Stored items
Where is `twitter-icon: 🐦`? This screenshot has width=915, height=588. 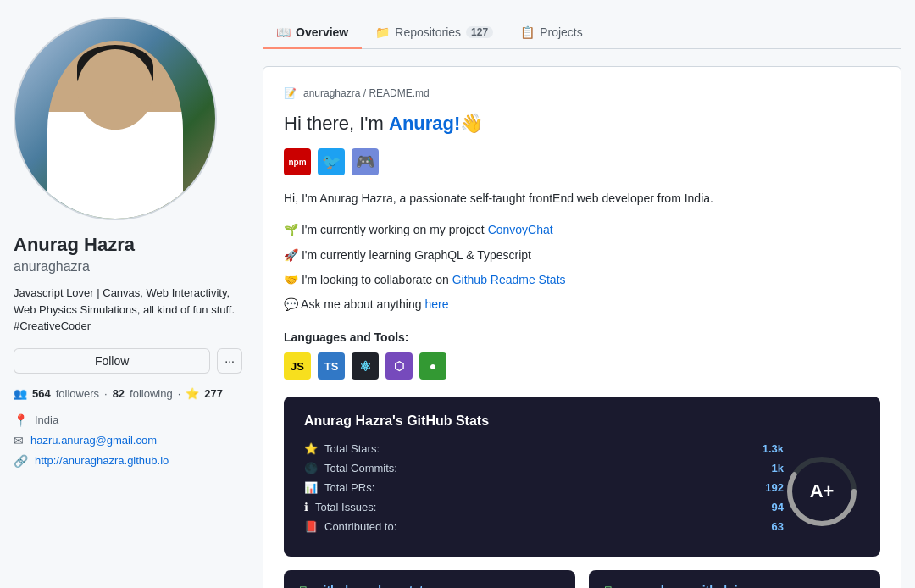 twitter-icon: 🐦 is located at coordinates (331, 162).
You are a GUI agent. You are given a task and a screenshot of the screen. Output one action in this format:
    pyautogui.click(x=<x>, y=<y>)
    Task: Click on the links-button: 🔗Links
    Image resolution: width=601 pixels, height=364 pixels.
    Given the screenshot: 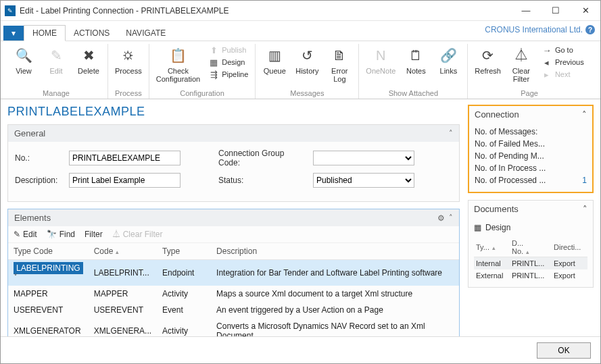 What is the action you would take?
    pyautogui.click(x=448, y=60)
    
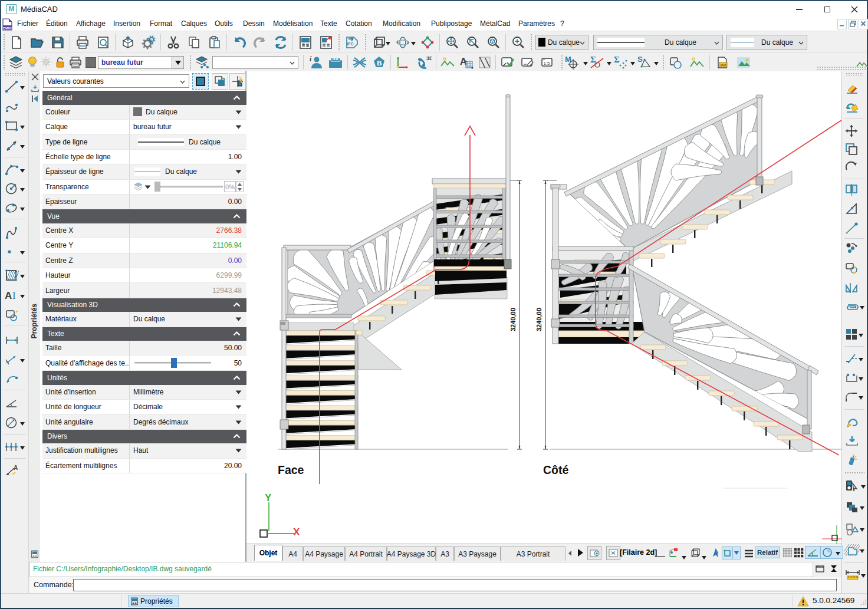 The image size is (868, 609). I want to click on svg-text: xref, so click(723, 65).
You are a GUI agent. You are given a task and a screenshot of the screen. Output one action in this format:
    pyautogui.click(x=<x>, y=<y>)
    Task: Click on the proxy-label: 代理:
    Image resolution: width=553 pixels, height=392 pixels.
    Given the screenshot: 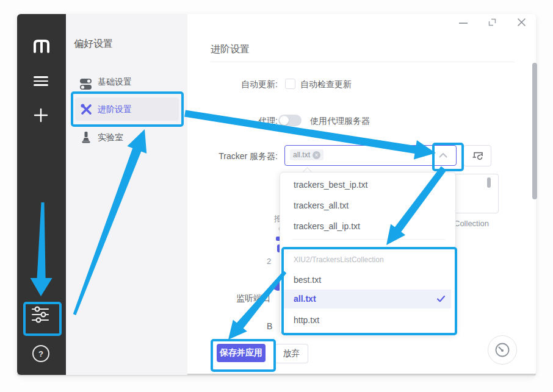 What is the action you would take?
    pyautogui.click(x=244, y=121)
    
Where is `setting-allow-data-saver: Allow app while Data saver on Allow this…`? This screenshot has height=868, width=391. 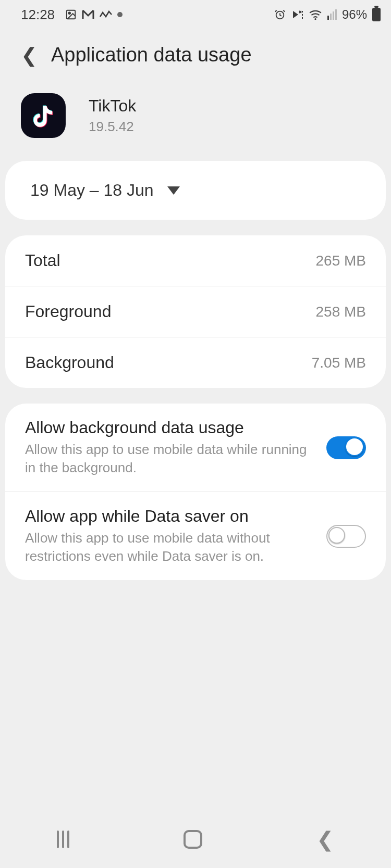
setting-allow-data-saver: Allow app while Data saver on Allow this… is located at coordinates (196, 536).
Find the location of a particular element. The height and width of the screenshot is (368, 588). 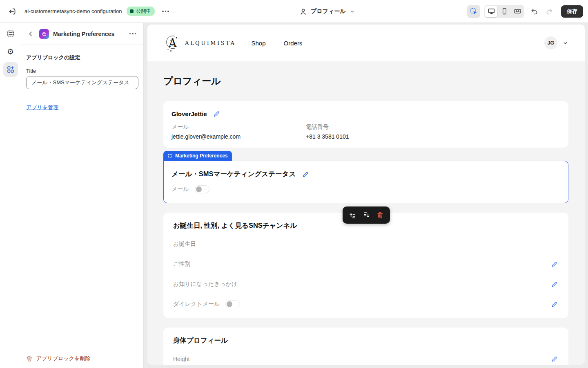

redo-button is located at coordinates (550, 11).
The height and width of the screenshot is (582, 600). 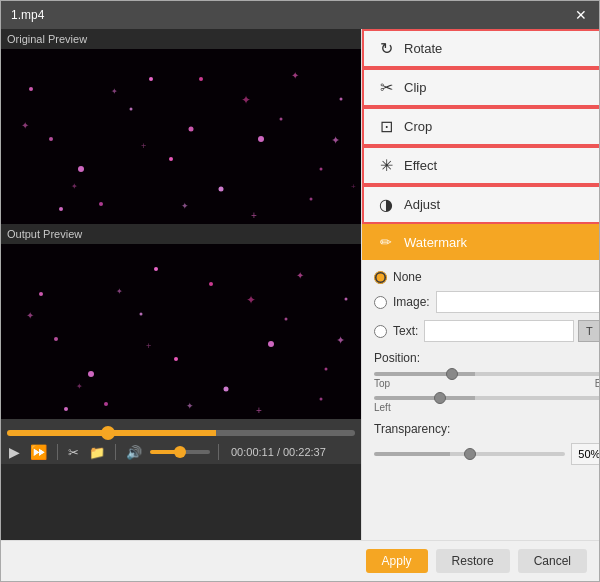 What do you see at coordinates (486, 380) in the screenshot?
I see `position-h-slider-container: Top Bottom` at bounding box center [486, 380].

- To do:
From the records, copy every line that has the string "pixels" in it.

- Output:
    Image resolution: width=601 pixels, height=364 pixels.
    Image resolution: width=553 pixels, height=392 pixels.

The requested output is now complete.